Family-run grocer Ed's Way closing after nearly 33 years to make way for townhomes

Owners of the Forest Park store — loved by neighbors — sold the property, which will become a 10-unit townhome site.

SHARE Family-run grocer Ed's Way closing after nearly 33 years to make way for townhomes
Ed Nutley, left, stands with his hands on his hips next to his son, Mike, outside the front entrance of Ed's Way Food Mart.

Ed Nutley (left) and his son, Mike, stand outside Ed’s Way Food Mart at 946 Beloit Ave. The Forest Park grocer will be closing its doors for good Sunday.

Zubaer Khan/Sun-Times

After more than 30 years, Ed’s Way Food Mart, a beloved Forest Park grocery store, will shut its doors Sunday to make way for a planned 10-unit townhome building.

The store’s shelves are almost empty in its final week, but the place is full of memories, according to owner Ed Nutley, 86. Generations of customers have come to say goodbye, including former summer employees hired as teenagers, now grown with children of their own.

There have been a lot of hugs and tears, Nutley said. “It’s a place where people could come and meet in the aisles. Kids came in. It’s a meeting place,” he said.

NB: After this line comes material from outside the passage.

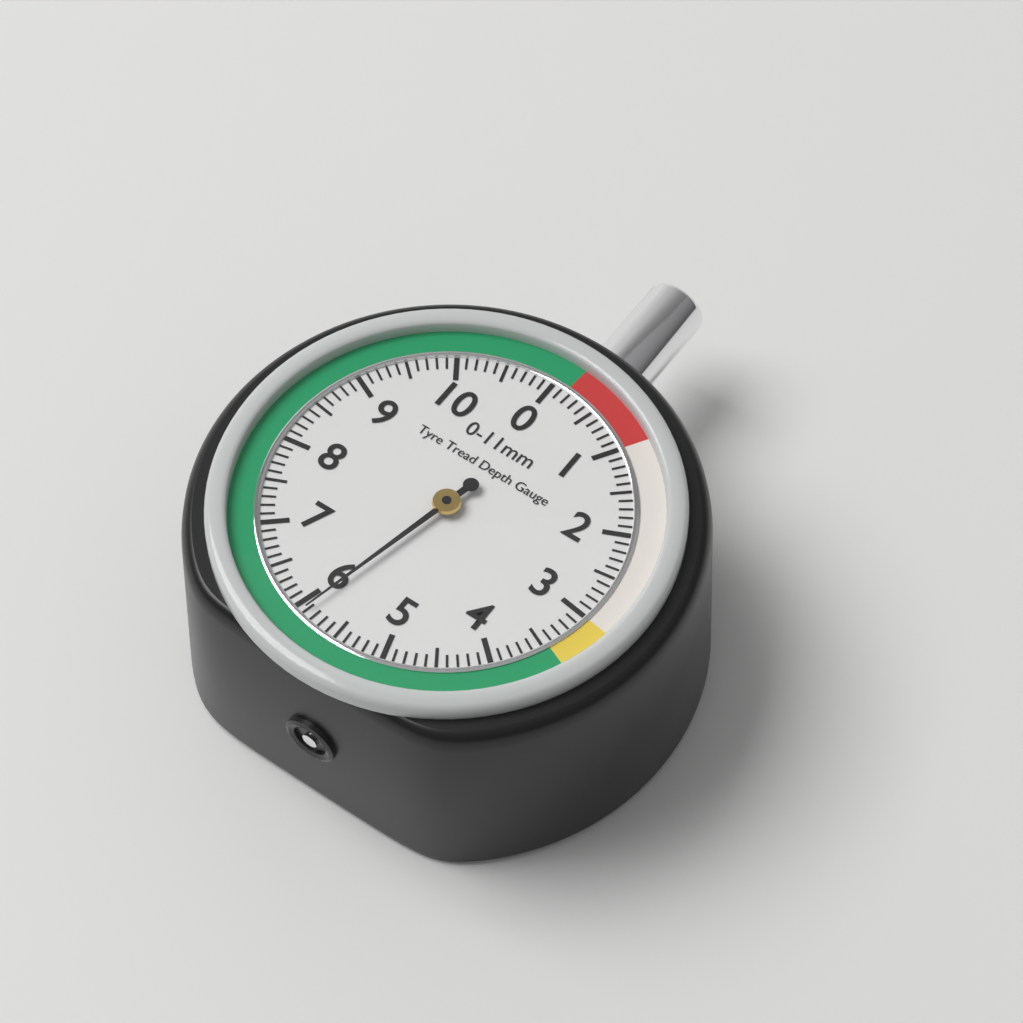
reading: 5.9 mm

Ed Nutley stands with his hands on his hips outside his grocery store on opening day in April 1991. | Ed Nutley, left, stands with his hands on his hips next to his son, Mike, outside the front entrance of Ed’s Way Food Mart on March 21, 2024.
Provided  and  Zubaer Khan/Sun-Times

Nutley, who opened the family-owned store in 1991, plans to retire. His son Mike, 66, who runs daily operations, also plans to take a break.

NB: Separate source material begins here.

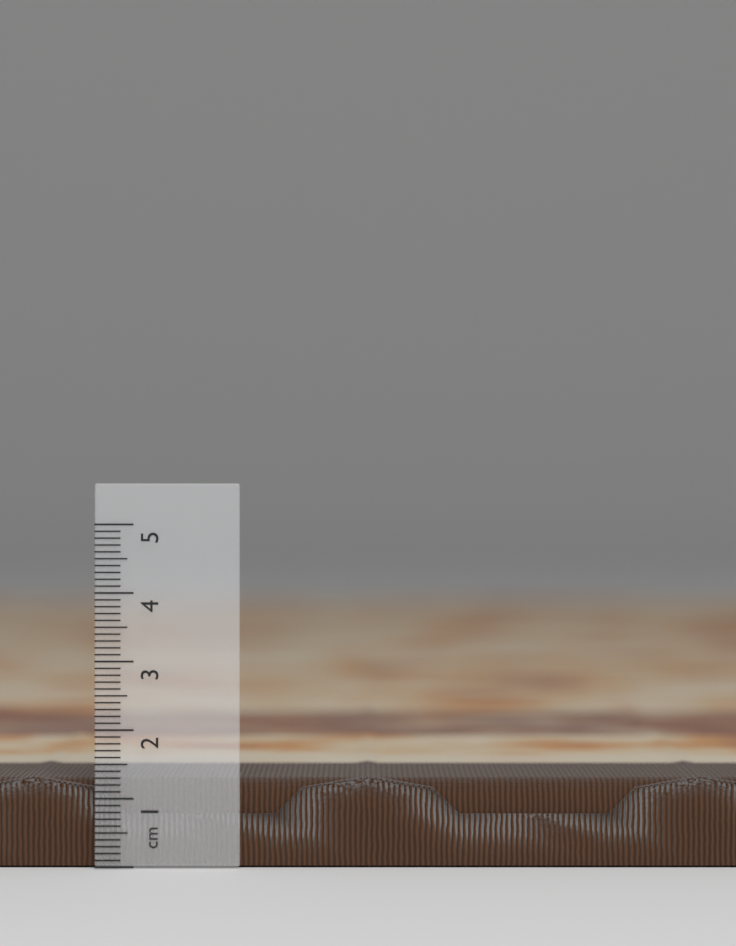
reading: 1.3 cm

In 2018, Ed Nutley announced plans to retire and sell the business. But Ed’s Way didn’t immediately find a buyer, and then the pandemic hit. Now, after decades of helming the independent grocer through recessions, the advent of the internet, a deadly pandemic and soaring inflation, Ed Nutley pictures himself traveling and “fishing and drinking and doing nothing.”

The store, at 946 Beloit Ave., is such a cherished neighborhood landmark that last month it received its own honorary street name, Ed Nutley Way. About 100 people braved the wintry weather, Ed said, to attend the ceremony, officiated by Forest Park Mayor Rory Hoskins, local officials and loyal customers.

“I was so shocked to see so many people at the unveiling. It was so cold, too,” Ed Nutley said. “I was overwhelmed. You have to make sure you don’t start crying.”

Mike Nutley said the store is a place where people feel at home. “This place is like Cheers. We know everybody; we know their kids.”

But he won’t miss the long hours. During the pandemic, he was up at 4 a.m. to find goods and supplies to stock the store.

“Our meat department was never empty. Jewel [Osco] was empty,” he said.

Mike Nutley said he now plans to “start living.” He won’t be working seven days a week, including Christmas and other holidays.

“On Saturdays, I’ll probably be sitting down watching college football,” Mike Nutley said, though he acknowledged he might get bored.

Losing a local grocer

The shop sits across from a school and sold everything from milk and toilet paper to lottery tickets.

At recent village council meetings, local residents pushed back on the decision to re-zone the property to residential use ahead of its planned conversion to townhomes.

When Ed Nutley bought the shop in the early 1990s, it had already been a family-run grocer.

“There’s been a store on this corner since the 1930s. The previous family was here over 60 years,” Mike Nutley said.

Lindsay Baish-Flynn has been an Ed’s Way customer since moving to Forest Park nine years ago. She shopped there several times each week and said the store even gave her toddler a Christmas present last year.

The Nutleys “have been so good to my family and everyone in the community,” she said. “That is part of what makes this loss difficult.”

Baish-Flynn lamented the loss of a family-owned and community-centered businesses in the Chicago suburbs.

“Ed’s Way was a real outlier. Not only was it a walkable, accessible resource for groceries, it also often acted as a community hub,” she said.

Chicago developer Michael Leydervuder purchased Ed’s Way for $600,000, according to Nutleys’ broker, David King. Listing details on LoopNet said the store was about 9,000 square feet on a 0.36-acre site. Leydervuder could not be reached for comment.

King, president of Oak Park commercial real estate firm David King & Associates, said he and the family hoped for a buyer that would want to run a grocery store, but there were no takers.

For smaller stores, “It’s really hard to earn a living. They can’t compete with big stores,” he said.

High interest rates in recent years have dampened real estate sales and development, he said.

“Bigger stores have buying power,” Ed Nutley said. “They have their own warehouses. They can buy in bulk. When they have pop on sale, we couldn’t even buy it for that price.”

Mike Nutley said, “The grocery business is cutthroat. There’s not much profit unless you’re doing high volumes. Then every time you turn around, property taxes are up, utilities go up.”

King said he understands residents’ concerns about losing the store.

“Of course people are sad. It’s been a neighborhood institution for 30-plus years,” he said. “It’s understandable, but it’s just not possible. It’s not the world we live in anymore.”

Small-business owners like the Nutleys are “hanging in for as long as they can until they’re ready to retire,” he said.

Forest Park Chamber of Commerce Executive Director Laurie Kokenes said in an emailed statement that Ed’s Way “will truly be missed. Although their absence leaves a big void, we understand that business owners retire. This is a success story, and we wish the Nutley family all the best in their retirement.”